PowerPoint-itis | Tom Fishburne | Public Relations & Social Marketing Insight | Scoop.it

When James Thompson started his job as Diageo CMO, he tallied the number of presentation slides he was exposed to in his first two months of meetings. The final count — more than 12,000.

 

I read in AdAge that he started a PowerPoint ban in some Diageo meetings to “just talk to me please” and help convey that the team doesn’t have to be “totally buttoned-up all the time.”

 

“It stops conversation. It makes people feel secure the’ve communicated what they wanted to. But, in fact, it doesn’t move anything on … We just want people to be at their best, and that is usually when they are able to think and respond and build rather than sell.”

 

Marketers as a general rule suffer from PowerPoint-itis.
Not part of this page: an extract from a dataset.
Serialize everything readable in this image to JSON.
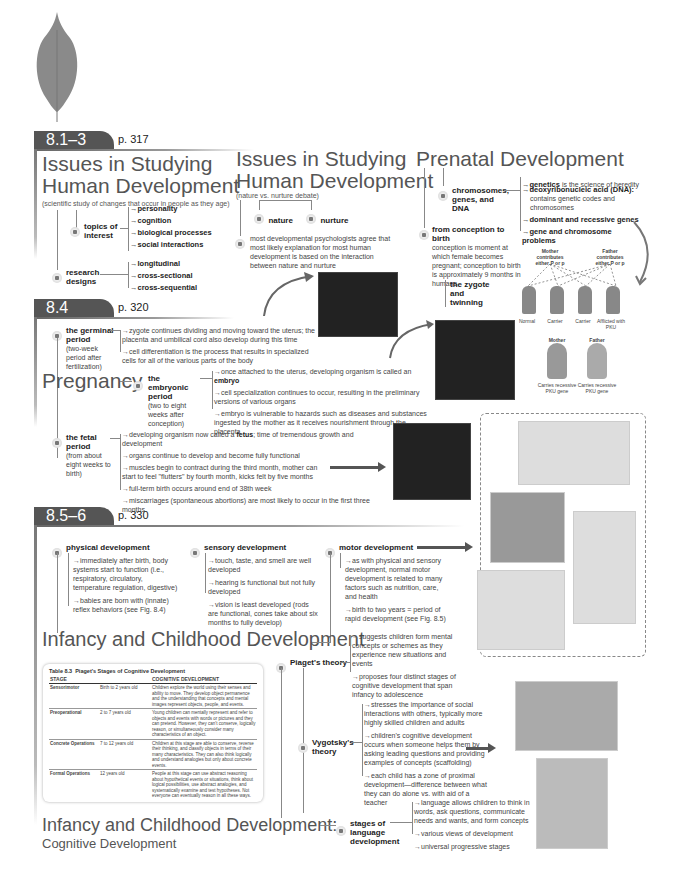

We tend to use presentation slides as a crutch. As soon as we have a marketing idea, we rush to create a lengthy PowerPoint or Keynote or Prezi about it. Rarely do we have a meeting without a slide deck. As a result, business conversations turn into dueling sales pitches.

 

Of course, PowerPoint-itis is not the fault of the tool. It’s how we habitually use presentation software in a way that gets in the way of communicating ideas....

Jeff Domansky's insight:

It's not the PowerPoint, it's the person using, or misusing it. Ban the blah, blah, blah.

InsideOut's curator insight, November 21, 2016 11:10 AM
En la vida real no utilizamos Powerpoints como critica esta ilustración.